Man’s willingness to redesign Nature’s bounty got so out of hand that Gerald Wendt, science director of the 1939 New York World’s Fair, made the block-headed claim that in the future modern food “will abandon all pretense of imitating nature.” 

A further indictment of Food Inc is found in the book The Real Food RevivalIndustrially processed foods—convenience foods such as snacks, fast food, and heat-and-serve items that are processed by the vat full at a centralized factory—are the garbage dump of the food industry.”  (Italics added.)

Limits of Food Processing

Some processing is needed.  But the closer we can eat food to the form in which it was first created, the healthier we’ll be.  That’s a statement worth repeating:  The closer we can eat food to the form in which it was first created, the healthier we’ll be.

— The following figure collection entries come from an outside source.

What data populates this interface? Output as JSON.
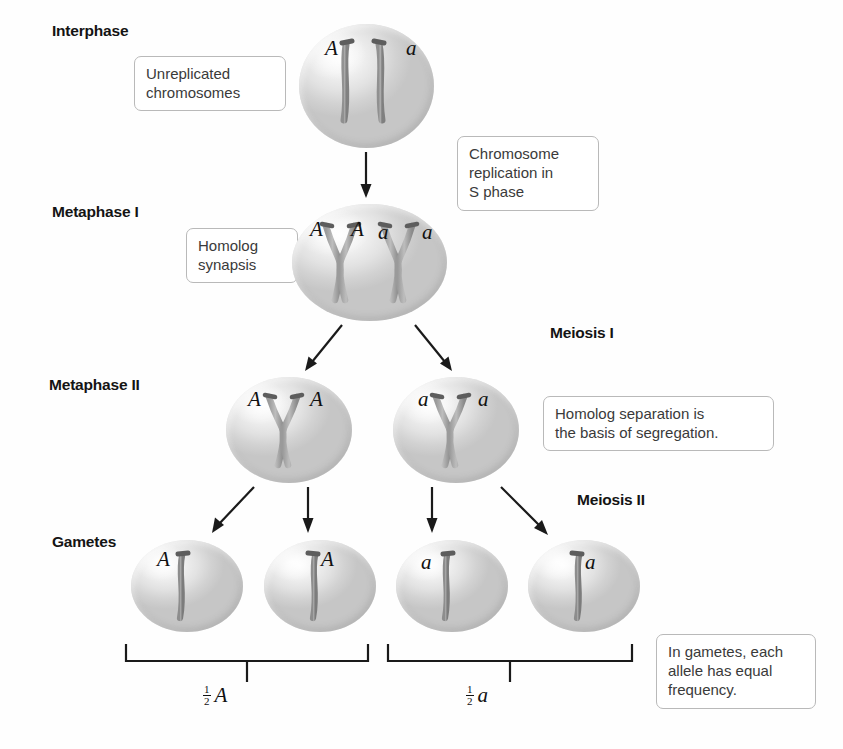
{
  "figure": {
    "background_color": "#fefefe",
    "line_color": "#1a1a1a",
    "box_border_color": "#b9b9b9",
    "cell_fill_color": "#e2e2e2",
    "chromosome_color": "#9a9a9a"
  },
  "stage_labels": [
    {
      "id": "interphase",
      "text": "Interphase"
    },
    {
      "id": "metaphase-i",
      "text": "Metaphase I"
    },
    {
      "id": "metaphase-ii",
      "text": "Metaphase II"
    },
    {
      "id": "gametes",
      "text": "Gametes"
    }
  ],
  "meiosis_labels": [
    {
      "id": "meiosis-i",
      "text": "Meiosis I"
    },
    {
      "id": "meiosis-ii",
      "text": "Meiosis II"
    }
  ],
  "callouts": [
    {
      "id": "unreplicated-chromosomes",
      "text": "Unreplicated\nchromosomes"
    },
    {
      "id": "chromosome-replication",
      "text": "Chromosome\nreplication in\nS phase"
    },
    {
      "id": "homolog-synapsis",
      "text": "Homolog\nsynapsis"
    },
    {
      "id": "homolog-separation",
      "text": "Homolog separation is\nthe basis of segregation."
    },
    {
      "id": "equal-frequency",
      "text": "In gametes, each\nallele has equal\nfrequency."
    }
  ],
  "cells": {
    "interphase": {
      "id": "interphase-cell",
      "chromosome_count": 2,
      "chromosome_type": "unreplicated",
      "alleles": [
        "A",
        "a"
      ]
    },
    "metaphase_i": {
      "id": "metaphase-i-cell",
      "chromosome_count": 2,
      "chromosome_type": "replicated",
      "alleles": [
        "A",
        "A",
        "a",
        "a"
      ]
    },
    "metaphase_ii": [
      {
        "id": "metaphase-ii-cell-left",
        "chromosome_count": 1,
        "chromosome_type": "replicated",
        "alleles": [
          "A",
          "A"
        ]
      },
      {
        "id": "metaphase-ii-cell-right",
        "chromosome_count": 1,
        "chromosome_type": "replicated",
        "alleles": [
          "a",
          "a"
        ]
      }
    ],
    "gametes": [
      {
        "id": "gamete-1",
        "allele": "A",
        "allele_side": "left"
      },
      {
        "id": "gamete-2",
        "allele": "A",
        "allele_side": "right"
      },
      {
        "id": "gamete-3",
        "allele": "a",
        "allele_side": "left"
      },
      {
        "id": "gamete-4",
        "allele": "a",
        "allele_side": "right"
      }
    ]
  },
  "brackets": [
    {
      "id": "bracket-a",
      "numerator": "1",
      "denominator": "2",
      "allele": "A"
    },
    {
      "id": "bracket-a-lower",
      "numerator": "1",
      "denominator": "2",
      "allele": "a"
    }
  ],
  "arrows": [
    {
      "id": "arrow-interphase-to-metaphase-i",
      "direction": "down"
    },
    {
      "id": "arrow-meiosis-i-left",
      "direction": "down-left"
    },
    {
      "id": "arrow-meiosis-i-right",
      "direction": "down-right"
    },
    {
      "id": "arrow-meiosis-ii-1",
      "direction": "down-left"
    },
    {
      "id": "arrow-meiosis-ii-2",
      "direction": "down"
    },
    {
      "id": "arrow-meiosis-ii-3",
      "direction": "down"
    },
    {
      "id": "arrow-meiosis-ii-4",
      "direction": "down-right"
    }
  ]
}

Or better said, the healthiness of food is related to how much processing is done by you, in your kitchen.  If you process—cook—it yourself, you’ll always know what’s been done to your food.  It’s the one place where we should be in control.

If you think long and hard about the proper limits of food processing, you might come up with rules like these three: 

  1. The Creation RuleShow reverence for the Creation by eating foods as close as practical to their natural form.  I’ve commented on this before, but there’s wisdom in the guidance found in the first chapter of Genesis.  In between the Creation of earth and man, the creation of our food supply is elucidated.  Eating natural foods shows reverence for the Creation.  This is not easy; humans hate boredom and love novelty.  Food Inc preys on this vulnerability by regularly introducing new shiny objects.  The key is a mature appreciation for natural food and a distain for Food Inc’s food-like counterfeits.
  2. The Century RuleWait three generations before eating man-made foods created from new processes.  Thanks to the FDA/USDA, new foods rarely bring acute toxicity.  But many are chronically unhealthy—harmful over the long term.  The Century Rule would have protected you from eating hydrogenated food products.  The first, Crisco, was introduced in 1911 and by 2011 just about everyone knew about the danger of trans fats, though many still ignore the problem. A new example is the butter-like spreads sold as margarine replacements.  They aren’t hydrogenated, but they are made with a newly introduced process called interesterification.  Is it healthy and wholesome over the long term?  Maybe, but no one knows for sure.  In our home, we’ll stick to butter.  We likewise avoid the puffed breakfast cereals and chips.
  3. The Fiber RuleCereal foods must contain more natural fiber than added sugar.  Fiber is a part of all plant products and processing generally removes it to make processed foods sweeter and whiter.  This rule requires whole grains be used and strictly limits added sugar.  It can be applied to breakfast cereals, breads, most snack foods, and bakery products.  In fact, this rule eliminates almost everything in the typical supermarket bakery or bread and breakfast aisle.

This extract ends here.